English literature is a glorious inheritance which is open to all - there are no barriers, no coupons, and no restrictions. In the English language and in its great writers there are great riches and treasures, of which, of course, the Bible and Shakespeare stand along on the highest platform.
English literature is a kind of training in social ethics. English trains you to handle a body of information in a way that is conducive to action.
What's in a name? That which we call a rose by any other name would smell as sweet.
It was the best of times, it was the worst of times.
It is a truth universally acknowledged, that a single man in possession of a good fortune, must be in want of a wife.
Develop an Interest in Life as you see it.
For this reason, to study English literature without some general knowledge of the relation of the Bible to that literature would be to leave one's literary education very incomplete.
Develop an interest in life as you see it; the people, things, literature, music - the world is so rich, simply throbbing with rich treasures, beautiful souls and interesting people. Forget yourself.
It is no exaggeration to say that the English Bible is, next to Shakespeare, the greatest work in English literature, and that it will have much more influence than even Shakespeare upon the written and spoken language of the English race.
I'd probably want to teach at university, because children would drive me insane. I suspect it would be English literature, Shakespeare and so forth. I've always been deeply, deeply in love with that kind of thing.
I studied English literature; I took 2 independent religion classes, but I wasn't a religion major really.
In my teens, I developed a passionate idolatry for a teacher of English literature. I wanted to do something that he would approve of more, so I thought I should be some sort of a scholar.
I often imagine that the longer he studies English literature the more the Japanese student must be astonished at the extraordinary predominance given to the passion of love both in fiction and in poetry.
When I entered college, it was to study liberal arts. At the University of Pennsylvania, I studied English literature, but I fell in love with broadcasting, with telling stories about other people's exploits.
I have preferred to teach my students not English literature but my love for certain authors, or, even better, certain pages, or even better than that, certain lines. One falls in love with a line, then with a page, then with an author. Well, why not? It is a beautiful process.
English literature is a flying fish.
I feel a bit of an imposter talking about the science. I'm not a scientist, you may be aware. I read English Literature.
The English tourist in American literature wants above all things something different from what he has at home. For this reason the one American writer whom the English whole-heartedly admire is Walt Whitman. There, you will hear them say, is the real American undisguised. In the whole of English literature there is no figure which resembles his - among all our poetry none in the least comparable to Leaves of Grass
The Bible contains some of the most sublime passages in English literature, but is also full of contradictions, inconsistencies, and absurdities.
The cliché is dead poetry. English, being the language of an imaginative race, abounds in clichés, so that English literature is always in danger of being poisoned by its own secretions.
With English literature, if you do a bit of shonky spelling, no one dies, but if you're half-way through a maths calculation and you stick in an extra zero, everything just crashes into the ravine.
Kingsley Amis was one of a trio of brilliant comic novelists who made English literature sparkle in the twentieth century.
I don't only write about English literature; I also write about chaos theory and... ants. I can understand ants.
Quoting, like smoking, ... is a dirty habit to which I am devoted. But then ... I am a professor of English literature; it is an occupational hazard.
As a student in England, I studied French and English literature. I read L'Etranger and the rhythm of the novel felt familiar to me - very African.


**Task directions**
Below are lines of data. Give the number of them that contain the string "gmail", and nothing else.

**Supplied records**
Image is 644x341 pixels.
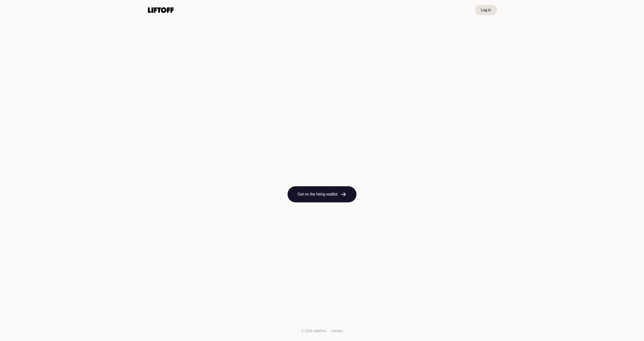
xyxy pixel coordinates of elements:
p: Log in [480,7,491,13]
h1: Find breakout opportunities and talent, through people you trust. [197,139,447,174]
p: © 2025 Liftoff Inc. [299,328,328,334]
p: Get on the hiring waitlist [295,191,340,197]
a: Contact [332,329,345,333]
a: Log in [474,5,497,15]
a: Get on the hiring waitlist [285,186,359,202]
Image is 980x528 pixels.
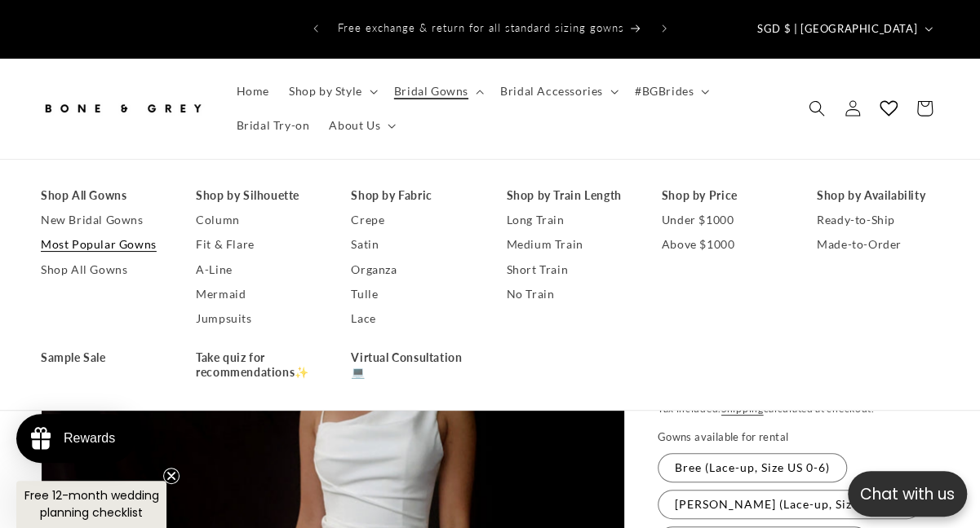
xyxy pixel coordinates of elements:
[41,232,163,257] a: Most Popular Gowns
[658,453,847,483] label: Bree (Lace-up, Size US 0-6)
[237,118,310,133] span: Bridal Try-on
[790,24,899,52] button: Write a review
[395,84,469,99] span: Bridal Gowns
[195,282,319,306] a: Mermaid
[507,184,629,208] a: Shop by Train Length
[195,208,319,232] a: Column
[227,108,320,143] a: Bridal Try-on
[298,13,334,44] button: Previous announcement
[319,108,403,143] summary: About Us
[500,84,604,99] span: Bridal Accessories
[351,345,473,385] a: Virtual Consultation 💻
[646,13,682,44] button: Next announcement
[227,74,279,108] a: Home
[658,490,921,520] label: [PERSON_NAME] (Lace-up, Size US 0-6)
[351,232,473,257] a: Satin
[16,481,167,528] div: Free 12-month wedding planning checklistClose teaser
[289,84,362,99] span: Shop by Style
[195,232,319,257] a: Fit & Flare
[195,306,319,331] a: Jumpsuits
[757,21,918,37] span: SGD $ | [GEOGRAPHIC_DATA]
[195,184,319,208] a: Shop by Silhouette
[351,258,473,282] a: Organza
[385,74,490,108] summary: Bridal Gowns
[747,13,939,44] button: SGD $ | [GEOGRAPHIC_DATA]
[35,84,211,132] a: Bone and Grey Bridal
[658,429,790,446] legend: Gowns available for rental
[195,345,319,385] a: Take quiz for recommendations✨
[661,208,785,232] a: Under $1000
[351,306,473,331] a: Lace
[351,184,473,208] a: Shop by Fabric
[848,483,967,506] p: Chat with us
[661,184,785,208] a: Shop by Price
[24,487,159,521] span: Free 12-month wedding planning checklist
[328,118,380,133] span: About Us
[799,90,835,127] summary: Search
[279,74,385,108] summary: Shop by Style
[41,184,163,208] a: Shop All Gowns
[338,21,624,34] span: Free exchange & return for all standard sizing gowns
[195,258,319,282] a: A-Line
[351,208,473,232] a: Crepe
[163,468,179,485] button: Close teaser
[635,84,694,99] span: #BGBrides
[237,84,270,99] span: Home
[817,208,939,232] a: Ready-to-Ship
[41,345,163,370] a: Sample Sale
[63,431,115,446] div: Rewards
[507,232,629,257] a: Medium Train
[41,90,204,127] img: Bone and Grey Bridal
[109,93,180,106] a: Write a review
[351,282,473,306] a: Tulle
[848,471,967,517] button: Open chatbox
[507,258,629,282] a: Short Train
[817,184,939,208] a: Shop by Availability
[721,403,764,415] a: Shipping
[41,208,163,232] a: New Bridal Gowns
[661,232,785,257] a: Above $1000
[507,282,629,306] a: No Train
[507,208,629,232] a: Long Train
[41,258,163,282] a: Shop All Gowns
[817,232,939,257] a: Made-to-Order
[490,74,625,108] summary: Bridal Accessories
[625,74,716,108] summary: #BGBrides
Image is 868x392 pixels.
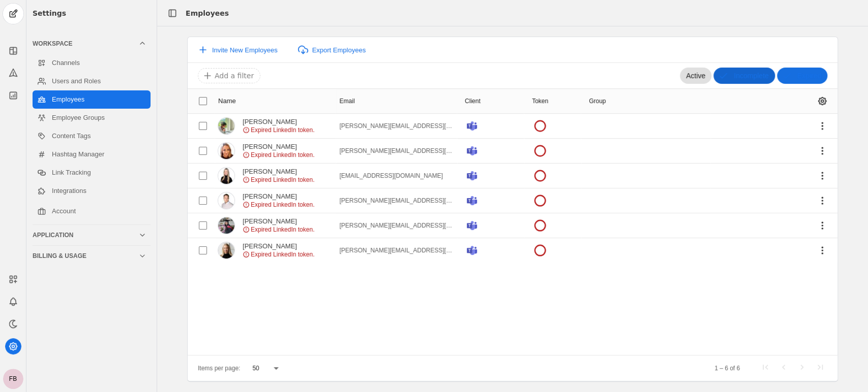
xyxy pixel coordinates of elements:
div: Nicole Moores [243,168,314,176]
span: Expired [797,71,821,81]
span: Export Employees [312,46,366,54]
img: cache [218,143,234,159]
div: Group [588,97,615,105]
app-icon-button: Employee Menu [813,142,831,160]
div: Kate Inskip [243,143,314,151]
div: Name [218,97,236,105]
div: Richard Oxley [243,193,314,201]
div: simran.soh@gmail.com [339,221,453,229]
mat-header-cell: Client [457,89,523,114]
div: Email [339,97,364,105]
div: kate.inskip@gvagrimley.co.uk [339,147,453,155]
span: Expired LinkedIn token. [251,176,314,184]
a: Link Tracking [33,164,151,182]
span: Expired LinkedIn token. [251,251,314,259]
img: cache [218,118,234,134]
span: Expired LinkedIn token. [251,151,314,159]
div: Billing & Usage [33,252,138,260]
button: FB [3,369,24,389]
span: 50 [252,365,259,372]
span: Invite New Employees [212,46,278,54]
app-icon-button: Employee Menu [813,117,831,135]
div: Items per page: [198,363,240,374]
div: Andrea Klettner [243,118,314,126]
div: richard.david.oxley@gmail.com [339,197,453,205]
app-icon-button: Employee Menu [813,191,831,210]
a: Channels [33,54,151,72]
img: cache [218,243,234,259]
div: Workspace [33,52,151,222]
div: nicole_17@live.co.uk [339,172,443,180]
app-icon-button: Employee Menu [813,167,831,185]
mat-chip-listbox: Employee Status [682,67,827,85]
input: Filter by first name, last name, or group name. [202,70,682,82]
img: cache [218,193,234,209]
div: andrea.klettner@gmail.com [339,122,453,130]
div: Application [33,231,138,239]
img: cache [218,217,234,234]
div: Workspace [33,40,138,48]
span: Expired LinkedIn token. [251,225,314,234]
a: Hashtag Manager [33,145,151,164]
a: Content Tags [33,127,151,145]
mat-expansion-panel-header: Application [33,227,151,243]
a: Account [33,202,151,221]
mat-header-cell: Token [523,89,580,114]
app-icon-button: Employee Menu [813,241,831,260]
div: Suzanna Musker [243,243,314,251]
mat-expansion-panel-header: Workspace [33,36,151,52]
span: Expired LinkedIn token. [251,126,314,134]
div: Simran Sohti [243,217,314,225]
mat-expansion-panel-header: Billing & Usage [33,248,151,264]
div: suzanna.musker@outlook.com [339,247,453,255]
app-icon-button: Employee Menu [813,217,831,235]
span: Active [686,71,705,81]
span: Incomplete [733,71,768,81]
div: Employees [186,8,229,18]
button: Invite New Employees [192,41,284,59]
div: Name [218,97,245,105]
a: Integrations [33,182,151,200]
img: cache [218,168,234,184]
button: Export Employees [292,41,372,59]
div: 1 – 6 of 6 [714,363,740,374]
a: Employee Groups [33,109,151,127]
a: Employees [33,90,151,109]
a: Users and Roles [33,72,151,90]
div: Email [339,97,355,105]
span: Expired LinkedIn token. [251,201,314,209]
div: Group [588,97,606,105]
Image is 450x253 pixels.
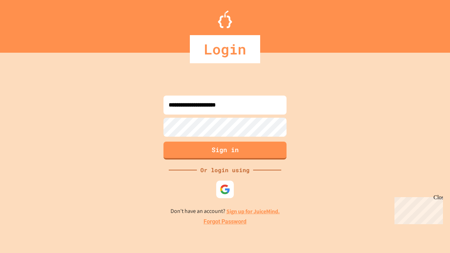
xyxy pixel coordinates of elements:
[226,208,280,215] a: Sign up for JuiceMind.
[220,184,230,195] img: google-icon.svg
[391,194,443,224] iframe: chat widget
[203,217,246,226] a: Forgot Password
[218,11,232,28] img: Logo.svg
[170,207,280,216] p: Don't have an account?
[163,142,286,159] button: Sign in
[3,3,48,45] div: Chat with us now!Close
[190,35,260,63] div: Login
[197,166,253,174] div: Or login using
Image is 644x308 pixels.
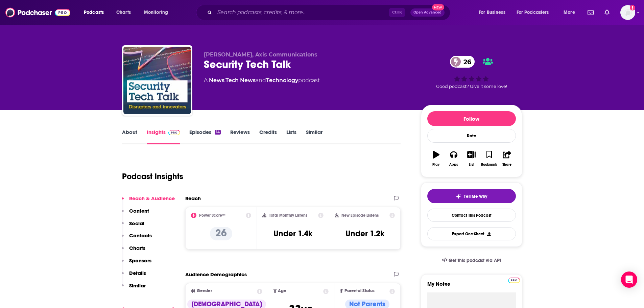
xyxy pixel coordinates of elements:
[204,51,317,58] span: [PERSON_NAME], Axis Communications
[122,258,152,270] button: Sponsors
[214,130,221,134] div: 14
[130,207,149,214] p: Content
[469,163,474,167] div: List
[230,129,250,145] a: Reviews
[437,84,507,89] span: Good podcast? Give it some love!
[168,130,181,135] img: Podchaser Pro
[122,270,146,283] button: Details
[414,11,441,14] span: Open Advanced
[269,213,307,218] h2: Total Monthly Listens
[427,146,445,170] button: Play
[427,129,516,143] div: Rate
[210,227,232,240] p: 26
[445,146,463,170] button: Apps
[214,7,390,18] input: Search podcasts, credits, & more...
[130,195,175,202] p: Reach & Audience
[390,8,405,17] span: Ctrl K
[199,213,225,218] h2: Power Score™
[306,129,323,145] a: Similar
[620,5,635,20] button: Show profile menu
[84,8,104,17] span: Podcasts
[481,146,498,170] button: Bookmark
[464,194,488,200] span: Tell Me Why
[630,5,635,10] svg: Add a profile image
[450,56,475,68] a: 26
[508,277,520,283] a: Pro website
[564,8,576,17] span: More
[457,56,475,68] span: 26
[463,146,481,170] button: List
[585,7,597,18] a: Show notifications dropdown
[517,8,549,17] span: For Podcasters
[620,5,635,20] span: Logged in as tyllerbarner
[130,220,145,227] p: Social
[116,8,131,17] span: Charts
[259,129,277,145] a: Credits
[273,229,313,239] h3: Under 1.4k
[122,233,152,245] button: Contacts
[427,189,516,204] button: tell me why sparkleTell Me Why
[225,77,225,83] span: ,
[130,245,145,251] p: Charts
[479,8,506,17] span: For Business
[122,207,149,220] button: Content
[278,289,287,293] span: Age
[287,129,297,145] a: Lists
[130,283,146,289] p: Similar
[266,77,298,83] a: Technology
[122,195,175,207] button: Reach & Audience
[147,129,181,145] a: InsightsPodchaser Pro
[432,4,445,10] span: New
[209,77,225,83] a: News
[498,146,516,170] button: Share
[411,9,445,16] button: Open AdvancedNew
[256,77,266,83] span: and
[433,163,440,167] div: Play
[503,163,512,167] div: Share
[437,252,507,269] a: Get this podcast via API
[197,289,212,293] span: Gender
[130,258,152,264] p: Sponsors
[112,7,135,18] a: Charts
[189,129,221,145] a: Episodes14
[123,46,191,115] img: Security Tech Talk
[204,76,320,85] div: A podcast
[139,7,177,18] button: open menu
[122,171,183,182] h1: Podcast Insights
[621,272,638,288] div: Open Intercom Messenger
[456,194,461,200] img: tell me why sparkle
[421,51,522,94] div: 26Good podcast? Give it some love!
[5,6,71,19] img: Podchaser - Follow, Share and Rate Podcasts
[225,77,256,83] a: Tech News
[427,209,516,222] a: Contact This Podcast
[427,227,516,240] button: Export One-Sheet
[144,8,168,17] span: Monitoring
[342,213,379,218] h2: New Episode Listens
[427,112,516,126] button: Follow
[474,7,514,18] button: open menu
[508,278,520,283] img: Podchaser Pro
[185,271,247,278] h2: Audience Demographics
[122,245,145,258] button: Charts
[512,7,559,18] button: open menu
[185,195,201,202] h2: Reach
[130,233,152,239] p: Contacts
[448,258,501,263] span: Get this podcast via API
[203,5,457,20] div: Search podcasts, credits, & more...
[122,220,145,233] button: Social
[481,163,497,167] div: Bookmark
[79,7,112,18] button: open menu
[449,163,459,167] div: Apps
[130,270,146,277] p: Details
[345,289,375,293] span: Parental Status
[602,7,613,18] a: Show notifications dropdown
[620,5,635,20] img: User Profile
[427,280,516,293] label: My Notes
[122,129,137,145] a: About
[559,7,584,18] button: open menu
[346,229,385,239] h3: Under 1.2k
[122,283,146,295] button: Similar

**Response for this exercise**
3